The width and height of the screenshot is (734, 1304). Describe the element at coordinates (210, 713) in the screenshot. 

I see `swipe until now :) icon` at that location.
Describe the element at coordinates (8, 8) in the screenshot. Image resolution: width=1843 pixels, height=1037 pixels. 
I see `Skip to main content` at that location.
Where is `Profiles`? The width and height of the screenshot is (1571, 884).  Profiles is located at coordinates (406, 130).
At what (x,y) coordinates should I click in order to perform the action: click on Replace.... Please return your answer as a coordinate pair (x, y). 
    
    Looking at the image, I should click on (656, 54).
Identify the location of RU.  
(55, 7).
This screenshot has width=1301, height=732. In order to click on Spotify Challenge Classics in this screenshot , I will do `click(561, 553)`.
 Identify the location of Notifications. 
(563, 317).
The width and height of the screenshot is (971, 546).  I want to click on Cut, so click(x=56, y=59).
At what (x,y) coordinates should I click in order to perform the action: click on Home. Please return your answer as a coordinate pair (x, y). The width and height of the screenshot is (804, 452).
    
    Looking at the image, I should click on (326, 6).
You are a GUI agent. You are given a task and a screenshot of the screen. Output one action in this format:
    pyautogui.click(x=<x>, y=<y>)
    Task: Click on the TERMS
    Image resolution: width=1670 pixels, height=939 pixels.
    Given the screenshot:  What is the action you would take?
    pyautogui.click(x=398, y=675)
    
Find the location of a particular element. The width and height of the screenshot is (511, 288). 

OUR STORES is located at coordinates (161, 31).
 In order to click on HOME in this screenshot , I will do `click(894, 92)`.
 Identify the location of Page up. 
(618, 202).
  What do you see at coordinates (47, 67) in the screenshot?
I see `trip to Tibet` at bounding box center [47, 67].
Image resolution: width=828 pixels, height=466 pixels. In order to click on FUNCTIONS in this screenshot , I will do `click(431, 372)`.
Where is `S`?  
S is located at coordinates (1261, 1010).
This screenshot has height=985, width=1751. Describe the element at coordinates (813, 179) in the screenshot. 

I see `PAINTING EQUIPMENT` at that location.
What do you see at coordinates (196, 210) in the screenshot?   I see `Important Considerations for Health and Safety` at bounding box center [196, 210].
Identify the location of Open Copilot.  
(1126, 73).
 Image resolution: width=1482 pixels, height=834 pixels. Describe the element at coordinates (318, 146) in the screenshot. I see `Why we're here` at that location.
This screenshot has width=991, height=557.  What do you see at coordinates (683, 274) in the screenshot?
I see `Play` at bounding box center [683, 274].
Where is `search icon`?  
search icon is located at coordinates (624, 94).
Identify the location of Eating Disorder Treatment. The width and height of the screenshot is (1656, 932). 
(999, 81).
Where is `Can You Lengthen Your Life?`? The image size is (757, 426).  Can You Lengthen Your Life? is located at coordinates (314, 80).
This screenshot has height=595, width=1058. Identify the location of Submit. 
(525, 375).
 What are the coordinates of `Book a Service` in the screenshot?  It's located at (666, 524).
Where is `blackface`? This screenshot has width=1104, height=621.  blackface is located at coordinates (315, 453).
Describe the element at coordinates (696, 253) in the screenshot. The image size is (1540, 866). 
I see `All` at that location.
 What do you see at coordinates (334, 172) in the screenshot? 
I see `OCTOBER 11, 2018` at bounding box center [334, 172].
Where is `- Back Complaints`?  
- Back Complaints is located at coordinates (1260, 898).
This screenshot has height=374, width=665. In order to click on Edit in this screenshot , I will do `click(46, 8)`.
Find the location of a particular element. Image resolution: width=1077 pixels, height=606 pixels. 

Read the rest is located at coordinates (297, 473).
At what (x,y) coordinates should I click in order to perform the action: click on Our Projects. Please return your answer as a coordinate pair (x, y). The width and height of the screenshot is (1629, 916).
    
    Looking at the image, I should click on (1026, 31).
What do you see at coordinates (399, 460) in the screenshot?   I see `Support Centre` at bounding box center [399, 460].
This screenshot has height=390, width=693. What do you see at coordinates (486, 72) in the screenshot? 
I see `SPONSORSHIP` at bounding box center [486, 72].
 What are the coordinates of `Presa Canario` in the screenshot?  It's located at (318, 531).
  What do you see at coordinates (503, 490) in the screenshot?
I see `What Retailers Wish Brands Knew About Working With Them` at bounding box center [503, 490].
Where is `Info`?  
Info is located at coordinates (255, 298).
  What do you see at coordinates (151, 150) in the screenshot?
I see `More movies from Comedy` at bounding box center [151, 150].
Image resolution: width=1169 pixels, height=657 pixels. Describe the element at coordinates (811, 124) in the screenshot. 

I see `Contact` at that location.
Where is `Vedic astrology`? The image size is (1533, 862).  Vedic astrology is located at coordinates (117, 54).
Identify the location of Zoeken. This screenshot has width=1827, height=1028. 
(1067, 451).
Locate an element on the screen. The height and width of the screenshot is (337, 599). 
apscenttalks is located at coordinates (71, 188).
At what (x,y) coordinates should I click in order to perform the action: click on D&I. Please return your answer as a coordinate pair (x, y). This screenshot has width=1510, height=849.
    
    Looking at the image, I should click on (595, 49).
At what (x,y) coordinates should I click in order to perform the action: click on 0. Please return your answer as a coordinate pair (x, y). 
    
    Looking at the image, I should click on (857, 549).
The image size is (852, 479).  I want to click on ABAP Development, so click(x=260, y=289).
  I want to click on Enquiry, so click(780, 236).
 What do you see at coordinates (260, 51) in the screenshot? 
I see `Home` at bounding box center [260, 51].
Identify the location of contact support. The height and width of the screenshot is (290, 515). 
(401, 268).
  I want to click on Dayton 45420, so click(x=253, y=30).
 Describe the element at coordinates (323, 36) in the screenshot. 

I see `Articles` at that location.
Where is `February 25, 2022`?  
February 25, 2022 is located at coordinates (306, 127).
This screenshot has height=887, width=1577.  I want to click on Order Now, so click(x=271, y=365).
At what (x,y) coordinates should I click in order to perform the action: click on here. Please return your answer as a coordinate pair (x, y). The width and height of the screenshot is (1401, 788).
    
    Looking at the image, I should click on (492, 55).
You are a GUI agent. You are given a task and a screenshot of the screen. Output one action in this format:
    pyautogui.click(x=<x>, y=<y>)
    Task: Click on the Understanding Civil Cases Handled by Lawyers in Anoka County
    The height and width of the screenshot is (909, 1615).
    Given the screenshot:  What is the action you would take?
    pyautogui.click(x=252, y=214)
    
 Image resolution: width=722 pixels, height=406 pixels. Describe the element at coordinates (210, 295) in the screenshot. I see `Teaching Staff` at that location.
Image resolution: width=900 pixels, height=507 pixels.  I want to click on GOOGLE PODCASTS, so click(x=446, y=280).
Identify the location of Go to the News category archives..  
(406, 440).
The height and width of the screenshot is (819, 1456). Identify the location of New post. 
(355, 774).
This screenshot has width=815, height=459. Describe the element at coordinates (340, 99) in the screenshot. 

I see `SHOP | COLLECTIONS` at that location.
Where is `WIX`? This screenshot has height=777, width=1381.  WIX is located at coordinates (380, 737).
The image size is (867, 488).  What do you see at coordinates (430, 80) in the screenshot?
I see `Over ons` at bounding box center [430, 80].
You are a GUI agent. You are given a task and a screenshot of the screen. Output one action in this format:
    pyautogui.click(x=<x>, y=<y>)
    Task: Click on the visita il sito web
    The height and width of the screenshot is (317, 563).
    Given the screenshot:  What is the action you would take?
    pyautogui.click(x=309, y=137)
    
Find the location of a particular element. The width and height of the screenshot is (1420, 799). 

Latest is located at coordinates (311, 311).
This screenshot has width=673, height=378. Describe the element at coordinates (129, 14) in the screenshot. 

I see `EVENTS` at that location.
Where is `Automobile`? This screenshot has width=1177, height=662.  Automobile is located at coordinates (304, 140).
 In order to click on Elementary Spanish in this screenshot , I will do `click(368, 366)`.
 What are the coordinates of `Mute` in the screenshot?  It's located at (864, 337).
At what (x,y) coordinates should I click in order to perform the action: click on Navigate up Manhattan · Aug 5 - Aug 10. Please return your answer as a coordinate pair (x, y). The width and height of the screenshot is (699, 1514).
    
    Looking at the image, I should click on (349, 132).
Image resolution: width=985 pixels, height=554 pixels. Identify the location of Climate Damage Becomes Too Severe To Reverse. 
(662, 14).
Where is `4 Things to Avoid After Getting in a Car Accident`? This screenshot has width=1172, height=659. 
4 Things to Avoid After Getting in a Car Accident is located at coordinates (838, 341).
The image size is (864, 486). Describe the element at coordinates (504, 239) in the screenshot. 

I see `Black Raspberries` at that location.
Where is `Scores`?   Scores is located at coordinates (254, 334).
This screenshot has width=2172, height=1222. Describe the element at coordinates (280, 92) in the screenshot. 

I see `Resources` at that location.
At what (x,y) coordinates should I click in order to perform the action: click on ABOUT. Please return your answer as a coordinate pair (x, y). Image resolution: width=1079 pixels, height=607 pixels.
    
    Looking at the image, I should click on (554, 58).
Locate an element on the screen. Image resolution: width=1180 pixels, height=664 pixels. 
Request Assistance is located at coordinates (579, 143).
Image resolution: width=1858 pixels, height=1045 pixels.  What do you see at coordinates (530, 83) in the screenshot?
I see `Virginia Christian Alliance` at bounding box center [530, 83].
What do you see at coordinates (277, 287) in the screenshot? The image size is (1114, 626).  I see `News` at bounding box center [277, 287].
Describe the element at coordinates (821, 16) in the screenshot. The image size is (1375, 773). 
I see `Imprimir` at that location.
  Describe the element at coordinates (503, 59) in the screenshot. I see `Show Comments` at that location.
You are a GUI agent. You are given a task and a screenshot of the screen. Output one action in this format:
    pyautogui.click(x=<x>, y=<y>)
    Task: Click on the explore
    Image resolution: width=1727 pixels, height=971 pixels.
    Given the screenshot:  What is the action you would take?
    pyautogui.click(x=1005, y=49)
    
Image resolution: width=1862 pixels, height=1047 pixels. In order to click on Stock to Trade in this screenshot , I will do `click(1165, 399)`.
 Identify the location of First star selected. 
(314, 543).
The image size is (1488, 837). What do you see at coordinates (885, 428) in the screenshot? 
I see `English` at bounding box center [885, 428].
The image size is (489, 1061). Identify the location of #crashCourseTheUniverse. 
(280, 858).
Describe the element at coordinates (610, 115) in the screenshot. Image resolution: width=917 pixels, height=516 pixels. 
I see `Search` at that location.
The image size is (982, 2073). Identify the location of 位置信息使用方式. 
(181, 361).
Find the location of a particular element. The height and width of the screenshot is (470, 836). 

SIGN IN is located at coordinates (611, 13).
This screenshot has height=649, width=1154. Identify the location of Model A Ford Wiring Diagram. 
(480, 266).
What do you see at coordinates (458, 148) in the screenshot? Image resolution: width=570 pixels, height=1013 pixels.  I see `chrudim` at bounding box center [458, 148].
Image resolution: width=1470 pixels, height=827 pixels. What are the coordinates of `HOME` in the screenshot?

Brief: Looking at the entries above, can you reproduce exactly the lines from the one that holds "Image resolution: width=1858" through the one that holds "What do you see at coordinates (277, 287)", and only those?

Output of the task:
Image resolution: width=1858 pixels, height=1045 pixels.  What do you see at coordinates (530, 83) in the screenshot?
I see `Virginia Christian Alliance` at bounding box center [530, 83].
What do you see at coordinates (277, 287) in the screenshot? The image size is (1114, 626).  I see `News` at bounding box center [277, 287].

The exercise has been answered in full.